The rest of the infield should yield more positive returns,
at least offensively. New Sabermetrics-approved general manager Derek Falvey
rightly refused to accept some intriguing but ultimately lacking trade offers
for Brian Dozier this off-season in the wake of his historically awesome 2016
campaign. Another 42-homer campaign for Dozier would be a surprise, but 30
dingers, a solid on-base percentage, and a WARP north of 3.5 seems reasonable.
The left side of the infield will be defensively lacking but
could potentially provide a lot of offensive pop. The “Miguel Sano: Outfielder”

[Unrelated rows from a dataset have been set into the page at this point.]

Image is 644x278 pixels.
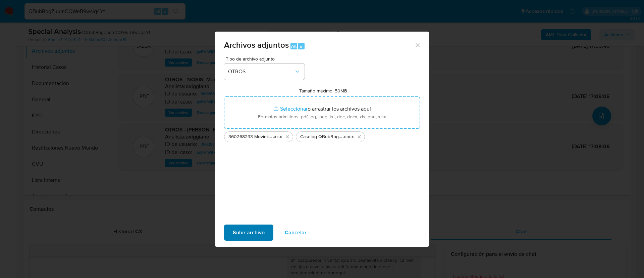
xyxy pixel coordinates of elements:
[276,224,316,240] button: Cancelar
[228,68,294,75] span: OTROS
[342,134,354,140] span: .docx
[300,43,303,50] span: a
[292,43,297,50] span: Alt
[301,134,342,140] span: Caselog QBubRbgZuumCQWeB9wsiq4Yt_2025_09_19_14_16_54
[300,88,347,94] label: Tamaño máximo: 50MB
[224,64,305,80] button: OTROS
[355,133,363,140] button: Eliminar Caselog QBubRbgZuumCQWeB9wsiq4Yt_2025_09_19_14_16_54.docx
[224,39,289,51] span: Archivos adjuntos
[224,224,274,240] button: Subir archivo
[273,134,282,140] span: .xlsx
[233,225,265,240] span: Subir archivo
[285,225,307,240] span: Cancelar
[414,42,420,48] button: Cerrar
[284,133,292,140] button: Eliminar 360268293 Movimientos.xlsx
[228,134,273,140] span: 360268293 Movimientos
[226,57,307,61] span: Tipo de archivo adjunto
[224,129,420,142] ul: Archivos seleccionados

experiment made for some great laugh track material for network TV’s next
multi-camera comedy, but the continued logjam at the “power positions” may lead
the Twins to move Sano back to third base, the position he manned as he rose
through the minors. Sano’s power potential remains massive, but an astronomical
strikeout rate and questions of his level of defensive focus and commitment
dogged him in 2016. We may see super-utility guy Eduardo Escobar and promising
prospect Jorge Polanco tag-team the shortstop spot, both have been slightly
above average batting and below average fielding in their time as Twins.
![]() |
A different person named Jason Castro. Courtesy of 25ccm. |
An underrated source of improvement comes from the catcher position,
where Kurt Suzuki has been replaced by new signee Jason Castro, who signed here
on a 3-year, $25 million deal after spending parts of six seasons with the
Astros. A more recent development within baseball analytics focuses on
catchers’ ability to help pitchers out with their ability to frame pitches and
coax favorable calls out of umpires.
Castro has been a below-average hitter with OK power the
last three seasons. Suzuki could hit for pretty good average, but had little
power and was considered one of the worst defensive catchers in the league. Both
players rated at about 1 WARP on the offensive side, but through pitch framing, Suzuki cost the Twins seven runs last year, whereas Castro added 12.8 runs for the Astros. That discrepancy in runs is equivalent to about two extra wins—not
a huge number, but hey, when your team’s base is a paltry 59 wins, you take
what you can get.
The Twins will also pencil a DH into the lineup most days.
Kennys Vargas? Sure.
OUTFIELDERS
Several of the most respected baseball projection services
see Minnesota bouncing back to around a .500 record in 2017; PECOTA pegs the Twins at 79-83, while ZiPS has them at 81-81. One of the biggest reasons for
that sizable improvement is a giant improvement expected in the team’s outfield
defense. Sano and Robbie Grossman were unmitigated disasters roaming Target
Field’s pastures last year, so simply replacing them with the above average
corner outfield duo of Eddie Rosario and Max Kepler saves the Twins dozens of
runs over last year’s performance. Both were average at the plate but showed
plus power, and they’re still a couple years from hitting their primes—this
will be Rosario’s age-25 year and Kepler’s age-24 year.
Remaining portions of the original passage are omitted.